The Wild Dogs (2002)
1/10
Cruel, exploitive and sensationalistic
16 June 2006
Warning: Spoilers
As I watched this film I was reminded constantly of the sideshows that used to accompany touring amusement midways back in my early childhood in the 1960s. Back then, people with unfortunate deformities and medical conditions were recruited by unscrupulous shysters and exploited -- at pitiful wages -- for the public's amusement. I found the storyline of this movie to be thin and weak, and have a very difficult time seeing it as anything other than a feeble rationale for a cinematic freak-show -- the evidence of which, I think, can be derived by simply tallying the amount of screen time devoted to exhibiting those unfortunate human beings pulled from the streets of Bucharest, albeit in quasi-fictitious scenarios. (I would dearly love to know, BTW, how well these people were compensated for placing themselves on display for the benefit of well-heeled western audiences, and just how much their involvement has enriched their lives compared with the pampered North American actors.) Some have stated that the merit of this film is its gut-wrenching appeal to the emotions and call to the viewer to assess one's own morals, however, sapient adults do not need to graphically examine through a cinematic microscope the harsh circumstances of the despondent and destitute to accept the existence, or understand the variances, of man's inhumanity to man. Claims of promoting social conscience are equally spurious, as the viewing of such rude exhibitions from the comfort of one's easy-chair or in an air-conditioned theater does absolutely nothing to remedy such gross inequities of human existence in a very unfair and unjust world -- no matter how much we might like to pretend otherwise.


**TRY IT:** Search the records below for the word "enhance" and show every line where it occurs.

**SUPPLIED MATERIAL:**
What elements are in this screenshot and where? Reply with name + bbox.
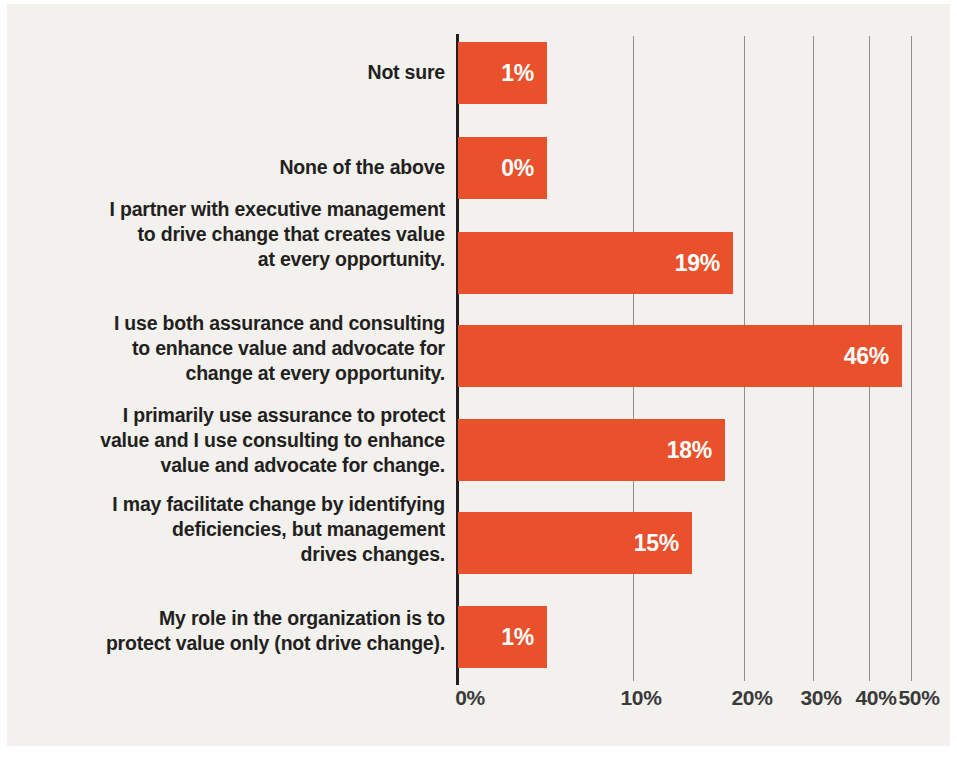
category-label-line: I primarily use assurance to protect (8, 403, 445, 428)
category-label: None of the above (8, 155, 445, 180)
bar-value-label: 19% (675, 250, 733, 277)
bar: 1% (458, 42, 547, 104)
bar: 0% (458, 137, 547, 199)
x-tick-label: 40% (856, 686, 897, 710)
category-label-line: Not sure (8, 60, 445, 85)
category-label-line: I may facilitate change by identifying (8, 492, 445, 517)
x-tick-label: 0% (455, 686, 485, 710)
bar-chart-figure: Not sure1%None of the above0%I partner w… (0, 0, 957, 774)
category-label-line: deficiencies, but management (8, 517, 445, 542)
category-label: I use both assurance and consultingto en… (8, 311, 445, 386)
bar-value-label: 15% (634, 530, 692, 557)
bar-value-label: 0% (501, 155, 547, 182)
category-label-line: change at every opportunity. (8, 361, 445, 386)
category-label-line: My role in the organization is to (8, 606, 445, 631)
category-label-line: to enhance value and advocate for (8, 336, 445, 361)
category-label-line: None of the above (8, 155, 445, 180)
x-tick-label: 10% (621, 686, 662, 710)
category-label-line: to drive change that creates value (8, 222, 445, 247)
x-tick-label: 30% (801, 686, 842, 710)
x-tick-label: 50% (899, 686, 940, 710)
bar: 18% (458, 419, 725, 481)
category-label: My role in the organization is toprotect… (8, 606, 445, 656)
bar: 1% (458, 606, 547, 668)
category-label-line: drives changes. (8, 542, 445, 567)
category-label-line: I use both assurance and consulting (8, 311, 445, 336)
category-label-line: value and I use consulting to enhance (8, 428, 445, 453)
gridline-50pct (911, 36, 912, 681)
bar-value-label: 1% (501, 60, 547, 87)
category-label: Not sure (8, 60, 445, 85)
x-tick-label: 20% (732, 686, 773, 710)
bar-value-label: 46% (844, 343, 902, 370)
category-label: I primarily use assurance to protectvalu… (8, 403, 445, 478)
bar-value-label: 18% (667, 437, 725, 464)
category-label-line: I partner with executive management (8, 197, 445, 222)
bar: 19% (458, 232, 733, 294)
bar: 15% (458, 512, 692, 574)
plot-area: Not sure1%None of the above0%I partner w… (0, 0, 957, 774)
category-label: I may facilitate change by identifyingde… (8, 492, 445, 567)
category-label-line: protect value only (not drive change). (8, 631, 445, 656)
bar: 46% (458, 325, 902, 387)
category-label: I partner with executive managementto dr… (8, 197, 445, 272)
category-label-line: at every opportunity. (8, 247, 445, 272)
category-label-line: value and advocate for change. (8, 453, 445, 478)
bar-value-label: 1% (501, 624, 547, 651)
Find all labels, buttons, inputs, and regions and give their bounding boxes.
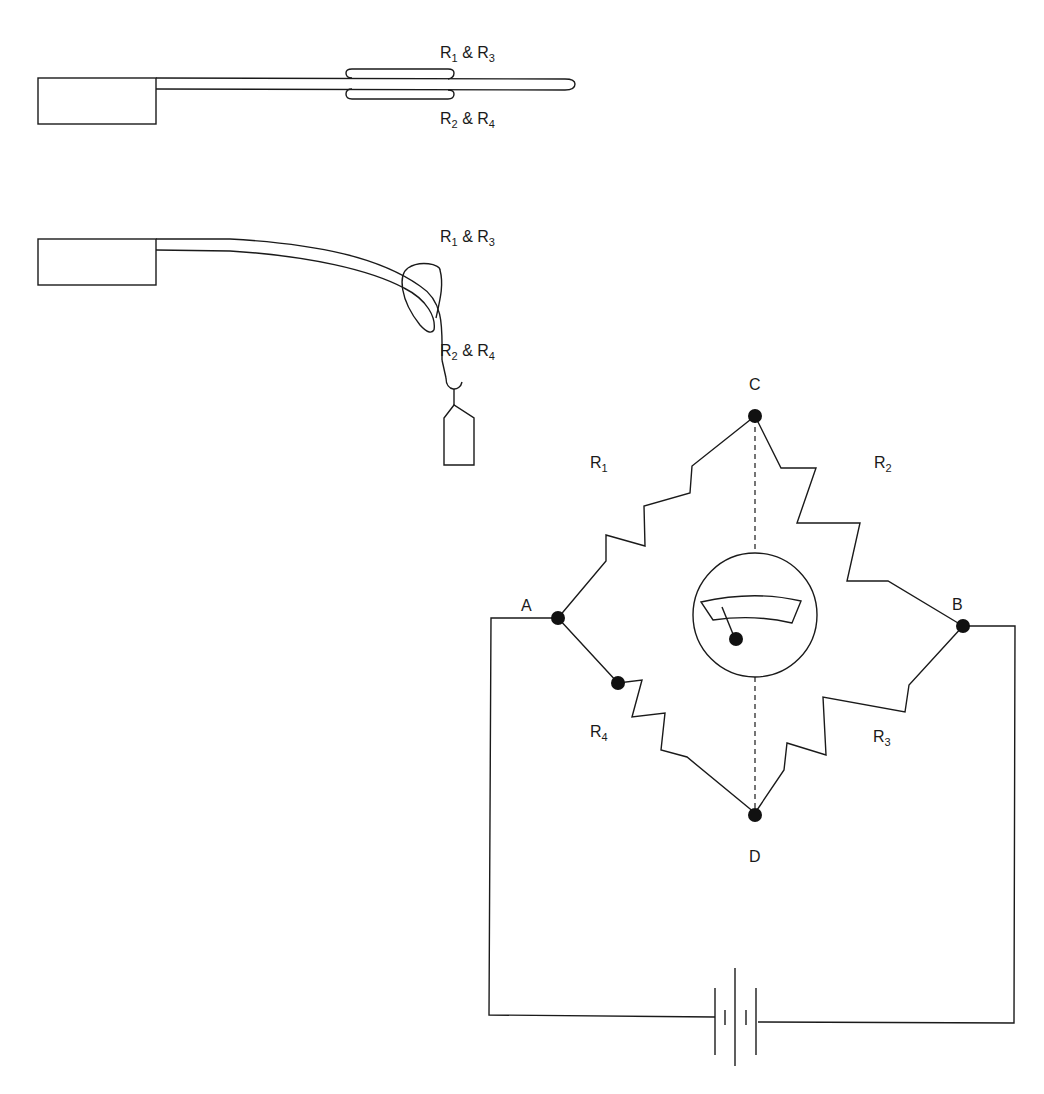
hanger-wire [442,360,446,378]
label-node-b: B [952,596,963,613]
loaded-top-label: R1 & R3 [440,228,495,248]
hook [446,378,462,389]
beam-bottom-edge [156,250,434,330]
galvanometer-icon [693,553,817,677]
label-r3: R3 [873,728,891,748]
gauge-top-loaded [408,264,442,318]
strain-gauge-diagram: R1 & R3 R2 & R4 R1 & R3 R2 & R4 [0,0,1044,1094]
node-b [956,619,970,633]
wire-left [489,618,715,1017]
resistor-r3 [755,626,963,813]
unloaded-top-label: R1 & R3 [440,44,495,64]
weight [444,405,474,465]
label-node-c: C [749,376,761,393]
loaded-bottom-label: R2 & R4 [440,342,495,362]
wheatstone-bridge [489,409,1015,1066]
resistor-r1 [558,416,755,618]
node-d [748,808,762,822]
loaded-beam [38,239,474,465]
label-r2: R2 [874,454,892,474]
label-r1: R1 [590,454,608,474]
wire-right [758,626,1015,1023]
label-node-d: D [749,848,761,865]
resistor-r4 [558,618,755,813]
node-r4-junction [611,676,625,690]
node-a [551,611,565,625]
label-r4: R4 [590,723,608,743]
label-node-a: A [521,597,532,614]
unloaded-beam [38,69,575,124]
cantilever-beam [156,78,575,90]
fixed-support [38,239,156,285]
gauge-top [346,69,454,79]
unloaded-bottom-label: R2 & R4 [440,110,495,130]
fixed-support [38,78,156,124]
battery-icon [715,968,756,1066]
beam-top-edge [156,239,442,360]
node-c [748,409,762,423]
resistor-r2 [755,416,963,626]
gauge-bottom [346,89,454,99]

...

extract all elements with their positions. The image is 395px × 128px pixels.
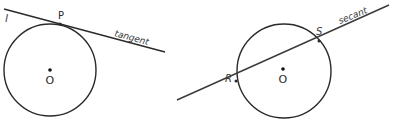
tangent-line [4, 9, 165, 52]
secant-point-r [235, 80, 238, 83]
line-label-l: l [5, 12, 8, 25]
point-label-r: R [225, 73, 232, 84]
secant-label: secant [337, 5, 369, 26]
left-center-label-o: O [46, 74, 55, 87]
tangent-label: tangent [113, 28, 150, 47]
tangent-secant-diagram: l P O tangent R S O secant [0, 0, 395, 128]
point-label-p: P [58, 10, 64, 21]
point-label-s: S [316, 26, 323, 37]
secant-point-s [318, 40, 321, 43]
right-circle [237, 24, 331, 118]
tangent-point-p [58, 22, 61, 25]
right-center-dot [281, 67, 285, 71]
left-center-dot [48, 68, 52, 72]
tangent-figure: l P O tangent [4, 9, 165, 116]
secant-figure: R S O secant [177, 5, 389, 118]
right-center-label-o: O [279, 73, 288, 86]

**YOUR RESPONSE:**
category-label-line: to enhance value and advocate for (8, 336, 445, 361)
category-label-line: value and I use consulting to enhance (8, 428, 445, 453)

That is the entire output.